Americans should ring in the new year without undue worry about a terrorist attack, the White House homeland security adviser said Thursday.
"People ought to come, have a good time, they ought to feel confident," Frances Fragos Townsend said in a nationally broadcast television interview.
Townsend said that while the Bush administration takes every threat seriously, it has heard of no plot or plan that should cause alarm as the nation celebrates New Year's Eve and New Year's Day.
"We hear statements all the time" from the al-Qaida terrorist network, among others, she said on ABC's "Good Morning America." But Townsend added that "rarely are they attached to actions."
Asked specifically if people should be concerned about threats by Saddam Hussein loyalists in Iraq to attack U.S. interests, Townsend said Saddam had "the kind of legal due process that many of his victims were denied."
"We don't see any specific uptick in threats," she added. Asked about his letter urging supporters to take a conciliatory stance, Townsend said. "I think it's hard to tell how it plays. At this point in the process, it's hard to take anything he says very seriously."
Townsend said that she and other administration officials have been coordinating closely with local law enforcement agencies in preparation for the New Year's celebrations, noting she had spent a day with New York City Police Commissioner Ray Kelly, reports AP.
"They laid out what their security plan is. New York is a model of how a large city, an urban government, approaches this," she said.
"Everybody (in law enforcement) works on New Years' Eve. People ought to come, have a good time, ought to feel confident. ... We feel real confident of the steps police departments are taking."
Townsend said that federal officials "don't see a particular threat geared toward" observations of the New Year's holiday.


HOW TO COMPLETE THIS TASK >> Starting at the line that contains "At what (x,y)", quote each line exactly through the last line of the entries, both included.

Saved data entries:
╔══

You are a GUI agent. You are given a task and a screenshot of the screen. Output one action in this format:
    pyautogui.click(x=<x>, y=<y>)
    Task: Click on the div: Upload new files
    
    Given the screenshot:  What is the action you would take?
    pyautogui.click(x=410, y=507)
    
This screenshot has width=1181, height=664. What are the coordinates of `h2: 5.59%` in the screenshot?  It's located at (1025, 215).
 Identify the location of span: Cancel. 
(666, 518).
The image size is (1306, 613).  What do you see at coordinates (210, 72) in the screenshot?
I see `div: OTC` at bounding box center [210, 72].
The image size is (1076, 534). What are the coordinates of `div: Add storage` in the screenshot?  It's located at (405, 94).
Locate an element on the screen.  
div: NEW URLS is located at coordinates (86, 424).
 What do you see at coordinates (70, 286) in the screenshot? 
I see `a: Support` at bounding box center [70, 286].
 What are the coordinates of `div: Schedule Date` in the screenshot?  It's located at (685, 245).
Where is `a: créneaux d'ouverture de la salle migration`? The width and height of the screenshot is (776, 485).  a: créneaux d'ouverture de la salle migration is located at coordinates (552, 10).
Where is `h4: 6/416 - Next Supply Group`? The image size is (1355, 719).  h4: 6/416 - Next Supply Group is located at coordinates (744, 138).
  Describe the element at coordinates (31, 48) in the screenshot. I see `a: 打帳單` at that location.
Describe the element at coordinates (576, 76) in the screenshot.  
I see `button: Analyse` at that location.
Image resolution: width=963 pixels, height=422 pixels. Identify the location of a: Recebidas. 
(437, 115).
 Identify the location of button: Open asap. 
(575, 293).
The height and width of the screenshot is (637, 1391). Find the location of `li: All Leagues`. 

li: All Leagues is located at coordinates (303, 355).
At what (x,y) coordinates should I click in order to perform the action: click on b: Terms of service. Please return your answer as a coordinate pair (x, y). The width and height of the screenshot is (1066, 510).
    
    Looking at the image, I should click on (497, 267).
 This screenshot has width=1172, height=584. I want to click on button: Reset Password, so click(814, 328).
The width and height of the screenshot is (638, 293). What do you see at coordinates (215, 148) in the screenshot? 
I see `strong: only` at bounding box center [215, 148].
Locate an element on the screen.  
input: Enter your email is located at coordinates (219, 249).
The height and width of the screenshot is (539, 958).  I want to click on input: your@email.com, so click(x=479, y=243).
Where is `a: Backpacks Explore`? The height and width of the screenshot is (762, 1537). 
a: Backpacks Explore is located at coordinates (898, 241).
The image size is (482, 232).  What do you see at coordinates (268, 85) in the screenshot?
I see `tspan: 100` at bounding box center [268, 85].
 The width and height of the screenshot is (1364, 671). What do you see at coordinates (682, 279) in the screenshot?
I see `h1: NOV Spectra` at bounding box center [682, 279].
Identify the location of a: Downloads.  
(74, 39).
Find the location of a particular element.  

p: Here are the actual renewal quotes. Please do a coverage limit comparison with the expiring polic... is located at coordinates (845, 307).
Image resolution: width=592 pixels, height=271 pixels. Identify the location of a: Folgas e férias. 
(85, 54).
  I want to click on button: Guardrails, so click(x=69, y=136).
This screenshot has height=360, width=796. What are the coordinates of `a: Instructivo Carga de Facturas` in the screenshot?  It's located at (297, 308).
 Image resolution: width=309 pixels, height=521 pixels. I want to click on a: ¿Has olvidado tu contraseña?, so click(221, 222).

╚══

TASK SOLUTION >>
At what (x,y) coordinates should I click in order to perform the action: click on b: Terms of service. Please return your answer as a coordinate pair (x, y). The width and height of the screenshot is (1066, 510).
    
    Looking at the image, I should click on (497, 267).
 This screenshot has width=1172, height=584. I want to click on button: Reset Password, so click(814, 328).
The width and height of the screenshot is (638, 293). What do you see at coordinates (215, 148) in the screenshot? 
I see `strong: only` at bounding box center [215, 148].
Locate an element on the screen.  
input: Enter your email is located at coordinates (219, 249).
The height and width of the screenshot is (539, 958).  I want to click on input: your@email.com, so click(x=479, y=243).
Where is `a: Backpacks Explore`? The height and width of the screenshot is (762, 1537). 
a: Backpacks Explore is located at coordinates (898, 241).
The image size is (482, 232).  What do you see at coordinates (268, 85) in the screenshot?
I see `tspan: 100` at bounding box center [268, 85].
 The width and height of the screenshot is (1364, 671). What do you see at coordinates (682, 279) in the screenshot?
I see `h1: NOV Spectra` at bounding box center [682, 279].
Identify the location of a: Downloads.  
(74, 39).
Find the location of a particular element.  

p: Here are the actual renewal quotes. Please do a coverage limit comparison with the expiring polic... is located at coordinates (845, 307).
Image resolution: width=592 pixels, height=271 pixels. Identify the location of a: Folgas e férias. 
(85, 54).
  I want to click on button: Guardrails, so click(x=69, y=136).
This screenshot has height=360, width=796. What are the coordinates of `a: Instructivo Carga de Facturas` in the screenshot?  It's located at (297, 308).
 Image resolution: width=309 pixels, height=521 pixels. I want to click on a: ¿Has olvidado tu contraseña?, so click(221, 222).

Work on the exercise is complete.